On his return to Toronto, Jackson stayed at Lawren Harris’ studio in Toronto until the Studio Building was completed. There one day he was introduced to Tom Thomson who had accompanied Dr. MacCallum on a visit. Thomson was also an employee of the Grip Engraving Company. The two moved into the Studio Building in January 1914 and shared a studio. Thomson had soon inspired Jackson to visit Algonquin Park in February and March of 1914. Jackson also sketched that year with J.E.H. MacDonald and J.W. Beatty. In 1915, Jackson enlisted as a private in the 60th Battalion and after being wounded, returned later to the front as Lieutenant with Canadian War Records. As a war artist he created one of the finest collections of war paintings our nation possesses.

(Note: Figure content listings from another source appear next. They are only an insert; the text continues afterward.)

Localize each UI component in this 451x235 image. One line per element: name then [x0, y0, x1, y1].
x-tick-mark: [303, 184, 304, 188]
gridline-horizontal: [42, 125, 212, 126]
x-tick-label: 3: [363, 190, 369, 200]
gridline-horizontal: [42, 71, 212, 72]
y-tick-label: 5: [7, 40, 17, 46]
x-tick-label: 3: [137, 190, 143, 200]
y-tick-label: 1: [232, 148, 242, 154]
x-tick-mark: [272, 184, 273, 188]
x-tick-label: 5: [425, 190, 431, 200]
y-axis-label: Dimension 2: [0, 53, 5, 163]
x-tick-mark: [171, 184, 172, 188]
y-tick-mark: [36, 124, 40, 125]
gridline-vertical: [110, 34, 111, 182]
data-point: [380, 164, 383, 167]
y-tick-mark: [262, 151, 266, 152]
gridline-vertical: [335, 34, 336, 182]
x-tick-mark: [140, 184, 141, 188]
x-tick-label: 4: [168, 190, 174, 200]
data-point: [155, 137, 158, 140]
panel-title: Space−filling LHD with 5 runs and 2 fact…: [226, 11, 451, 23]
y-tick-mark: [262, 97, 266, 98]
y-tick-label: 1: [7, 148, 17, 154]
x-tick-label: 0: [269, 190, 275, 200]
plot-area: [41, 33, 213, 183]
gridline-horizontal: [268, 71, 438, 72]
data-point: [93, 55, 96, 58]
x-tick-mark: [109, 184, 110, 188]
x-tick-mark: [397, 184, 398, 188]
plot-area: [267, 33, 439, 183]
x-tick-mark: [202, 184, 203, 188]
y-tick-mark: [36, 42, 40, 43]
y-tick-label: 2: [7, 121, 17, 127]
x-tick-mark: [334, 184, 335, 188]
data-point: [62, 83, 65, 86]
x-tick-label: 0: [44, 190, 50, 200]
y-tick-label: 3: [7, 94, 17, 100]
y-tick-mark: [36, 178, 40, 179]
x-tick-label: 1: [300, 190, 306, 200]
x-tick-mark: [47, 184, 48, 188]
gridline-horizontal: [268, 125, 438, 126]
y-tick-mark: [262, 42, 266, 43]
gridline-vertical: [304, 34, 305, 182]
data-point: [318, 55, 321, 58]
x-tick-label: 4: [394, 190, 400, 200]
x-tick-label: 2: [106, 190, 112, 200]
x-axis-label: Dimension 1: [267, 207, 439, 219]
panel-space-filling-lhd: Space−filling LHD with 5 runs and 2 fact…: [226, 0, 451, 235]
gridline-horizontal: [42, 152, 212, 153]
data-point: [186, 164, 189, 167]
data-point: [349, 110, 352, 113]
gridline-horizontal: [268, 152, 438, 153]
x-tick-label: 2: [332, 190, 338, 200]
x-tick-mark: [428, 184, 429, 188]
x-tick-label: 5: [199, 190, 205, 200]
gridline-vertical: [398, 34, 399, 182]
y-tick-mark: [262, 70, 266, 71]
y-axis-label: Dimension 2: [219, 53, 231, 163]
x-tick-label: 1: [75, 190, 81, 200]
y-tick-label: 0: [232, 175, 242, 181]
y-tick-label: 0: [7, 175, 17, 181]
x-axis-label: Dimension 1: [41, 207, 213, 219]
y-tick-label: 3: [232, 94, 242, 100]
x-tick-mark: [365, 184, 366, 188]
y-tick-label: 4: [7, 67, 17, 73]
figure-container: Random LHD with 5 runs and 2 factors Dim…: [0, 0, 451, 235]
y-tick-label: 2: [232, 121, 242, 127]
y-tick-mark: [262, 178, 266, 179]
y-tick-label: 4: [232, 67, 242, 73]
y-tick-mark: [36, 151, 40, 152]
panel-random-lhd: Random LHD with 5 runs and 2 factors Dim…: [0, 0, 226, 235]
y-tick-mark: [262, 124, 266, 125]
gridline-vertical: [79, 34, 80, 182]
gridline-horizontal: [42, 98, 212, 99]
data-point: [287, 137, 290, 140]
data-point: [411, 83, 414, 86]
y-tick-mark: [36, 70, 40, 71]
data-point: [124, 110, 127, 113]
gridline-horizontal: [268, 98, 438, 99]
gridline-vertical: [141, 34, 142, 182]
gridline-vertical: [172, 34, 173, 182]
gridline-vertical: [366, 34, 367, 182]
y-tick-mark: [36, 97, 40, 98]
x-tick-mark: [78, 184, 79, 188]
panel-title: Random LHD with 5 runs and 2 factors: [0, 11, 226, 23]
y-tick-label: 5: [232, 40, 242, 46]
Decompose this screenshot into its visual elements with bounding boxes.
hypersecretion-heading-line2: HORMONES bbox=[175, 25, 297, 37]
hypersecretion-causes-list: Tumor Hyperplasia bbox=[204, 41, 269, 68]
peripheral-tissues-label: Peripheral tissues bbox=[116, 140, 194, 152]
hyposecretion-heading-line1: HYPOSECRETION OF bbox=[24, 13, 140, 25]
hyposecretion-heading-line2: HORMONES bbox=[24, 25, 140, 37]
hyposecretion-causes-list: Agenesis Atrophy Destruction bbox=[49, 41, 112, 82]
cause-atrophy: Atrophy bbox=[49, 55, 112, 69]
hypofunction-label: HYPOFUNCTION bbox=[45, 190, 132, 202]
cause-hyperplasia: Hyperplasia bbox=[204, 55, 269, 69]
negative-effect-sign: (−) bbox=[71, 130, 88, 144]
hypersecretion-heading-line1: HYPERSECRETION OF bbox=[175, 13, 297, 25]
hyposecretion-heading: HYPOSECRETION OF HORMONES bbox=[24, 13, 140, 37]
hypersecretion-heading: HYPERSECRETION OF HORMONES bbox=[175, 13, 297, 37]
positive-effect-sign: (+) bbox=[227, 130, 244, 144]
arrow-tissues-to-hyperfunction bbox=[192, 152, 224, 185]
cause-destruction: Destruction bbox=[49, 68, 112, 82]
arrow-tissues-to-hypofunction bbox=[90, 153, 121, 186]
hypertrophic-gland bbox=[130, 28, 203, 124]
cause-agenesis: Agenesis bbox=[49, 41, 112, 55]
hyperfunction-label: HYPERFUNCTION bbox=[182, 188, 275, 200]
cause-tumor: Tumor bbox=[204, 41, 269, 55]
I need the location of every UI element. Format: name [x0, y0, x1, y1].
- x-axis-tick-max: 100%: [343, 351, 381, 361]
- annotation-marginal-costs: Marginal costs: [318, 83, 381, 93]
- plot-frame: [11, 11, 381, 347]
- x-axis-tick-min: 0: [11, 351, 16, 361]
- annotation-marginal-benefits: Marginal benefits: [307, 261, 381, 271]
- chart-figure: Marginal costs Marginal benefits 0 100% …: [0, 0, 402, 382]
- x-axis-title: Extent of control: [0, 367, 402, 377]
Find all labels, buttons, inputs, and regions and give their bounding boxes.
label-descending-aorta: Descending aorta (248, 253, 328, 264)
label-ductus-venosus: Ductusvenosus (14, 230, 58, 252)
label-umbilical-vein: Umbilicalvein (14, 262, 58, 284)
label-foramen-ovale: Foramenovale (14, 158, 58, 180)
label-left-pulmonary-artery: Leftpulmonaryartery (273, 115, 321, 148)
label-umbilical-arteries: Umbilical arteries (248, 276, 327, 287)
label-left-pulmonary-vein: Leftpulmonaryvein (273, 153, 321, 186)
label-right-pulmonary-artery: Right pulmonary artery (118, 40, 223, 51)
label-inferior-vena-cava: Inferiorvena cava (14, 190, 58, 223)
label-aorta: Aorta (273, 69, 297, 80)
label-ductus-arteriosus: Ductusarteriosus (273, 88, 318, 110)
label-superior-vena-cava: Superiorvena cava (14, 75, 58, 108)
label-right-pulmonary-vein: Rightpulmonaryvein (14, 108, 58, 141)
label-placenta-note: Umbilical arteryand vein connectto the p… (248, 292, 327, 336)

In 1919 he went to Algoma with J.E.H. MacDonald, Lawren Harris and Franz Johnston, making use of a railway box car as a studio which Harris had arranged. During that year, Jackson became a full member of the Royal Canadian Academy. On May 7th, 1920, the first exhibition of the Group of Seven opened at the Art Gallery of Toronto. The Group continued to exhibit until 1931. Each exhibition of the Group was met with great protest. In July of 1927 Jackson and Dr. Frederick Banting went north on the steamer ‘Beothic’ which had been chartered by the government to deliver supplies to the RCMP posts and to carry relief constables to the posts. They sketched at Pond Inlet, Devon Island, Ellesmere Island and other arctic locations. Jackson’s arctic sketches were exhibited at the Art Gallery of Toronto.

Jackson's great sense of adventure carried him from the east coast across Canada to the Rocky Mountains of the west. He made regular sketching trips to Quebec every spring and travelled to the far regions of Canada during the summer, including the Canadian Arctic. In the fall he would return to the Studio Building in Toronto (where he lived until 1955), spending the winters painting canvases. He continued this active lifestyle until he was in his eighties.